The payroll advance industry is the subject of a newly announced multistate investigation seeking information to enable regulators to determine whether there is unlawful lending by online companies engaged in this business. Led by the New York Department of Financial Services (DFS), the 11 state regulators (plus Puerto Rico) are investigating whether payroll advance companies collect usurious or otherwise unlawful interest rates, often disguised as fees, tips or monthly memberships.
What happened
Employers have long allowed for payroll advances in which the company essentially advances to one or more of its employees’ wages that have been earned but not yet paid. Businesses have no obligation to make such advances, also known as “early wage access,” but many have done so as a courtesy to employees. To facilitate such advances, a separate, for-profit industry has developed in which employers arrange with such companies to advance funds to their employees on a variety of different terms, ranging from informal tips to service charges that may be relatively high in comparison with the dollar amount of the advance.
Earlier this month, DFS Superintendent Linda A. Lacewell announced an investigation into the payroll advance industry, through which employees gain access to wages that they have earned but not yet received.
The DFS—along with regulators from Connecticut, Illinois, Maryland, New Jersey, North Carolina, Oklahoma, Puerto Rico, South Carolina, South Dakota and Texas—expressed concern about lending terms that potentially are unlawful.
“[S]ome of these firms appear to collect usurious or otherwise unlawful interest rates in the guise of ‘tips,’ monthly membership and/or exorbitant additional fees, and may force improper overdraft charges on vulnerable low-income consumers,” Lacewell said.
The investigation will focus on whether the payroll advance companies are in violation of state banking laws, state usury laws, licensing laws and other applicable laws regulating payday lending, and consumer protection laws.
“High-cost payroll loans are scrutinized closely in New York, and this investigation will help determine whether these payroll advance practices are usurious and harming consumers,” Lacewell said. “We will use all the tools at our disposal, including partnering with peer regulators to safeguard consumers from predatory lending and scams that ensnare families in endless cycles of debt.”
The DFS said it will be sending out letter requests for information to members of the payroll advance industry.
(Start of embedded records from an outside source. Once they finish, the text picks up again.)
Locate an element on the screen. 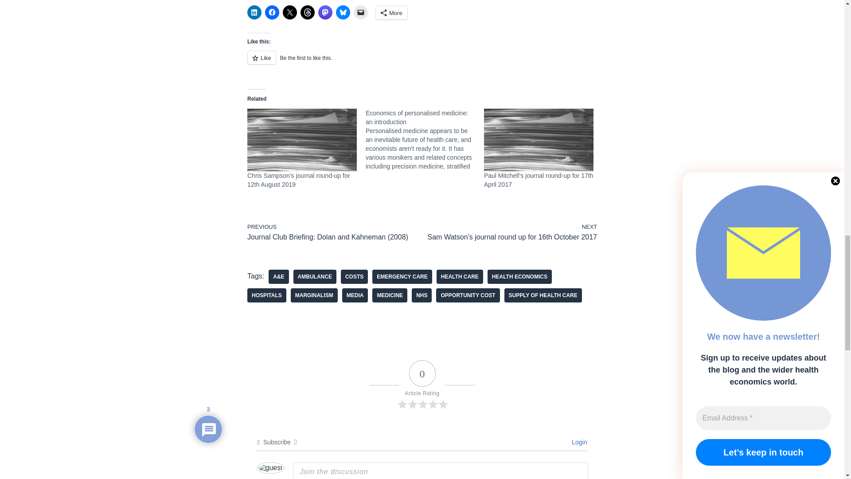  Click to share on X is located at coordinates (290, 12).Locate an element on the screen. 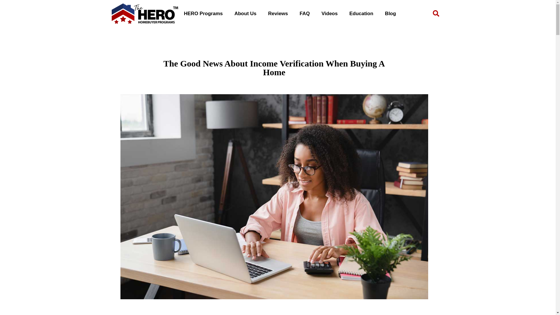 This screenshot has width=560, height=315. About Us is located at coordinates (245, 13).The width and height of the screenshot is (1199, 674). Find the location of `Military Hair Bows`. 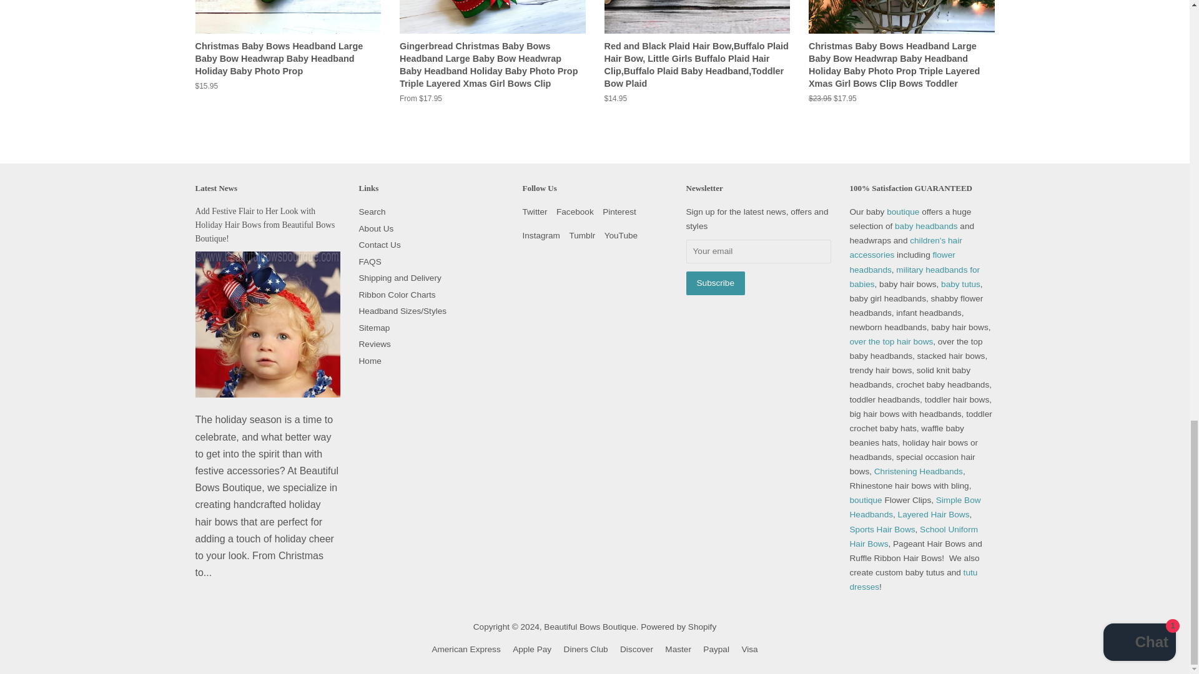

Military Hair Bows is located at coordinates (914, 277).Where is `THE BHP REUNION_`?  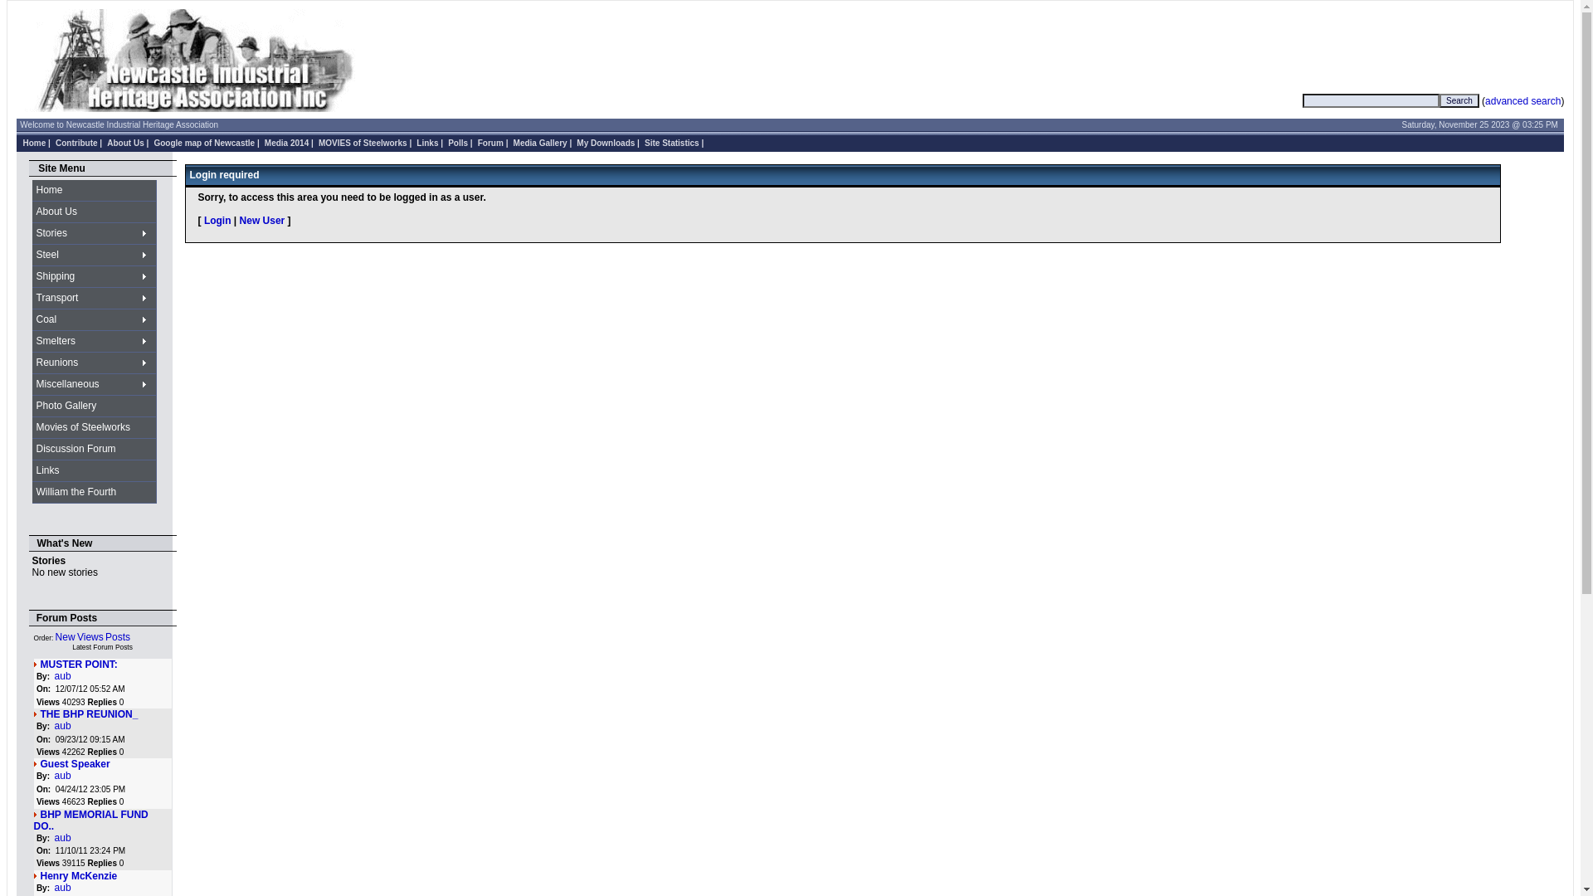 THE BHP REUNION_ is located at coordinates (90, 714). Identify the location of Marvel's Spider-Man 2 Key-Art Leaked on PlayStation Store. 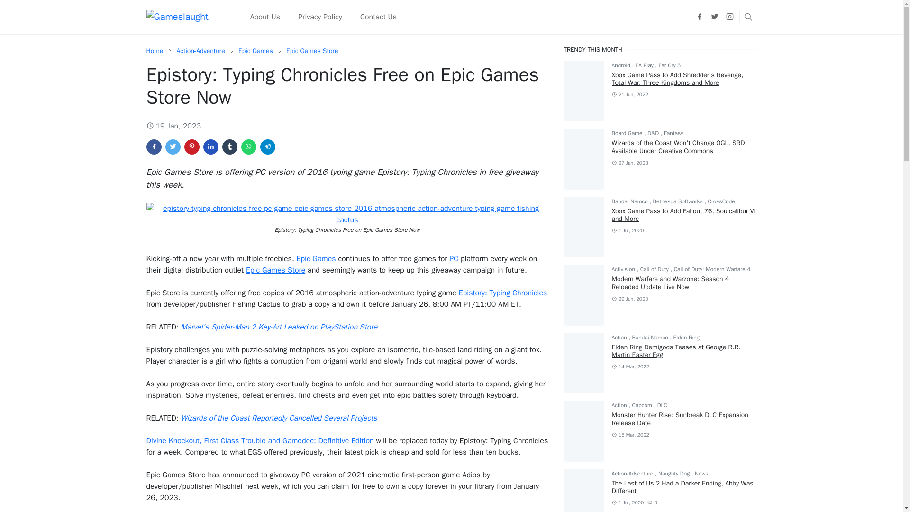
(279, 327).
Concerns about usurious interest in the payroll advance industry are not new. Regulators, led by the New York attorney general, conducted a similar investigation last year as to merchant cash advances.
In a related case challenging merchant cash advances, a New York State court held in a 2016 decision in Platinum Rapid Funding Group Ltd. v. VIP Limousine Services, Inc. that a merchant cash advance structured as a purchase of the merchant’s future receivables is not a loan, and thus cannot be found to be usurious. In that case, VIP entered into an agreement with Platinum under which VIP sold its future receivables for an upfront discounted price.
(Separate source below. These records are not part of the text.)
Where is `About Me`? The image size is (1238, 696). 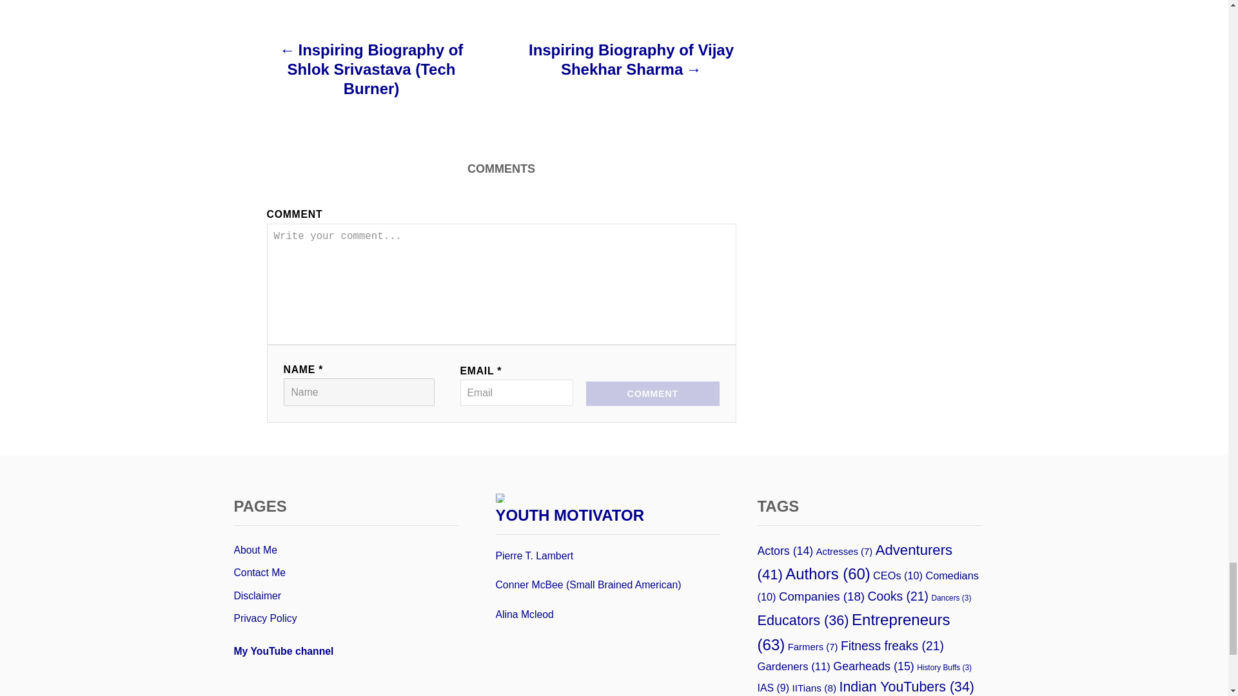 About Me is located at coordinates (346, 550).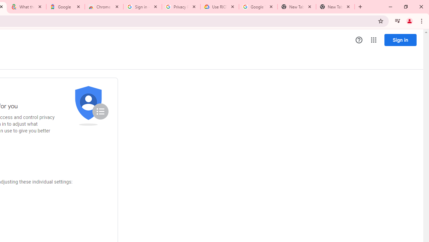  What do you see at coordinates (401, 40) in the screenshot?
I see `Sign in` at bounding box center [401, 40].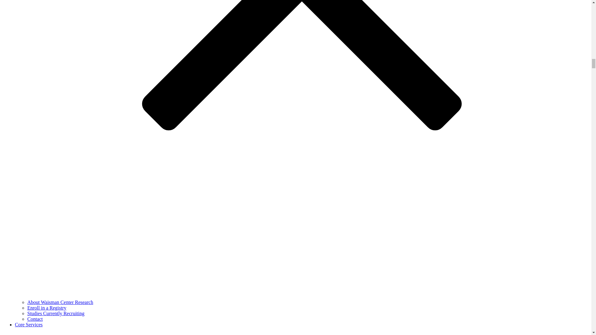  Describe the element at coordinates (47, 308) in the screenshot. I see `Enroll in a Registry` at that location.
VIP later withdrew consent for Platinum to electronically withdraw funds from its account, arguing that the agreements with Platinum ran afoul of New York usury law.
But the court dismissed this claim, holding that the usury law is applicable only to loans or forbearances, regardless of how onerous a repayment requirement may be. “The Agreement was for the purchase of future receivables in return for an upfront payment,” Judge Jerome C. Murphy wrote. “The repayment was based upon a percentage of daily receipts, and the period over which such payment would take place was indeterminate. Plaintiff took the risk that there could be no daily receipts, and defendants took the risk that, if receipts were substantially greater than anticipated, repayment of the obligation could occur over an abbreviated period, with the sum over and above the amount advanced being more than 25 percent.
“The request for the Court to convert the Agreement to a loan, with interest in excess of 25 percent, would require unwarranted speculation, and would contradict the explicit terms of the sale of future receivables in accordance with the Merchant Agreement.”
To read the opinion in Platinum Rapid Funding Group v. VIP Limousine Services, Inc., click here.
Why it matters
This may be the beginning of the end for the somewhat more deregulated environment in which some payroll advance firms have operated. Like the merchant cash advance industry, the payroll advance industry has been able to achieve relatively high returns from the services they perform. And, although most employees appreciate them as a kinder and gentler version of the payday advance industry, all that could change if regulators conclude that the associated fees are just disguised unlawful interest rates. Regulators may conclude that, unlike the future receivables that merchants purport to “sell,” employee payroll advances are loans that are subject to normal usury limits and consumer protections.